SME’s remain on Bureau’s radar – Porter

Small Business Bureau Chief Executive Officer,
Dr Lowel Porter
Small Business Bureau Chief Executive Officer, Dr Lowel Porter

Still to emerge from a testing tunnel of tough times, including sustained underfunding and more recently, a drastic decline in business growth arising out of the advent of the COVID-19 pandemic, the country’s small and micro businesses are likely to have to dig even deeper in the period ahead in 2021, based on the early signals sent during a recent interview with Chief Executive Officer of the Small Business Bureau (SBB) Dr. Lowell Porter.

On Sunday, Porter was quoted in an interview with the state-run Guyana Chronicle as saying that the focus of the Bureau in the year ahead will be on seeking to “ensure that businesses understand the environment in which they are functioning at the moment,” presumably a reference to the strictures that have been imposed on business growth by the advent of the COVID-19 pandemic. Additionally, Porter alluded to “measures” which he said the Bureau had put in place, underlining the importance of micro and small businesses adapting to that environment.

Local micro and small businesses, from the advent of the SBB in 2013 have been vocal in their view that the extent of state funding available to the Bureau is inadequate to meet the continually growing needs of its members, a position that Porter himself has previously endorsed.

In his interview last week Dr. Porter is quoted as repeating his position that funding “is the main issue for small businesses.” but added that the Bureau was also interested in having its clients “understand the value of that money.”

Towards the end of May, Porter announced that the Bureau would have been offering COVID-19 grants to persons registered with the institution and that those grants would have been focusing on “those who are in the food business, agro-processor [and], value-added.”

 Since then, small business owners with whom this newspaper has spoken have said that while, in the circumstance of the pandemic, the gesture was welcomed, the amounts disbursed to beneficiaries were inadequate to salvage many small and micro businesses, which in the face of the economic strictures created by the pandemic were already on the verge of collapse.

Over time, Porter himself has been known to express views to the effect that the financial allocations assigned to the Bureau were insufficient to adequately support the steady growth of the micro and small businesses sector.

Setting aside the inadequate flow of business support funding, vending-related small businesses, particularly, have felt the considerable impact of the strictures that have been applied by the authorities in an effort to check the spread of the virus. Interviews with four Georgetown-based agro-processors hitherto involved in street trading have revealed that restrictions on this method of trading have resulted in them having to trade from their homes.

Porter, as this newspaper has previously reported, has also expressed disappointment over the fact that up until now small businesses have been unable to benefit from the provision enshrined in the 2004 Small Business Act that affords them access to up to 20% of state contracts.

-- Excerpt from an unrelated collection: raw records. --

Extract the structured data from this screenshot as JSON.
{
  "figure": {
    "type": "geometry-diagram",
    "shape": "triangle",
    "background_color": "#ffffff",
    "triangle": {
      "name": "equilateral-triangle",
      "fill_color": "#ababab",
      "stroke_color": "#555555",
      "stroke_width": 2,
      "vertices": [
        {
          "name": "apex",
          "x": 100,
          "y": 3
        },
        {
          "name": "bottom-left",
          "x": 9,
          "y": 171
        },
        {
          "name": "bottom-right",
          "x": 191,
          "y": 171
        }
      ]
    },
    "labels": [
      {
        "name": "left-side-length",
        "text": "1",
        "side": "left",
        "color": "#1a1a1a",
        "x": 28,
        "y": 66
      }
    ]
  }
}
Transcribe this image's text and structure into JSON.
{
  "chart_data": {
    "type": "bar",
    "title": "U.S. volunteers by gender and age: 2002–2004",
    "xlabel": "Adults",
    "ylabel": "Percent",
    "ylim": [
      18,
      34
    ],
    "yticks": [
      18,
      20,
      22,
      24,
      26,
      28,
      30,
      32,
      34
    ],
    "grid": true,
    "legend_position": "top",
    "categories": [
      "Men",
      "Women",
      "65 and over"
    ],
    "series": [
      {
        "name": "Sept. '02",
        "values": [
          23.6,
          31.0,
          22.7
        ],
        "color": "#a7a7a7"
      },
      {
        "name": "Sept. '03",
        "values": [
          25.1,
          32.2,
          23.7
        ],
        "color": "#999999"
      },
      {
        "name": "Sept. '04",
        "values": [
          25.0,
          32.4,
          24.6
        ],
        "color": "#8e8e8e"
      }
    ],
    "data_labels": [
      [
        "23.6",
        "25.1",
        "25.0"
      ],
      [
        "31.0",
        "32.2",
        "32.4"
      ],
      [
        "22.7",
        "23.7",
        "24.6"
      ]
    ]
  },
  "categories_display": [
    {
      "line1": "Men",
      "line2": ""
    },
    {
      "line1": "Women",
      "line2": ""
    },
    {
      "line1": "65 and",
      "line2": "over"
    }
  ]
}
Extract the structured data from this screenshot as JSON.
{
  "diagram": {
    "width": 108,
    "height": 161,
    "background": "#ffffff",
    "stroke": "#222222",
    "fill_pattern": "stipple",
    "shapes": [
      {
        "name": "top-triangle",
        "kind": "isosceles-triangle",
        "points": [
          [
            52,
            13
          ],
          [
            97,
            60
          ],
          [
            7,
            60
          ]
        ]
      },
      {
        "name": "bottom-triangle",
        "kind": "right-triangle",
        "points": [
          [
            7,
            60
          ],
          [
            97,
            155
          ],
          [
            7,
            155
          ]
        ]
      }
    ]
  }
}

His interview with the state-run Chronicle appeared to point to the Bureau’s planned focus on placing increased emphasis on undertaking initiatives designed to help its members adapt to the challenges that have arisen out of the COVID-19 pandemic.  He is quoted as saying that the Bureau plans “to ensure that businesses understand the environment in which they are functioning at the moment, so we have a lot of precautionary measures that were implemented, and it is important that as small businesses, you start to look at how [you] can adapt to that new environment.”

Adequate funding aside, several small businesses have told this newspaper that they also face difficult marketing challenges associated with the removal of the exposure that had previously been afforded by Farmers Markets and other public events that customarily attract significant patronage.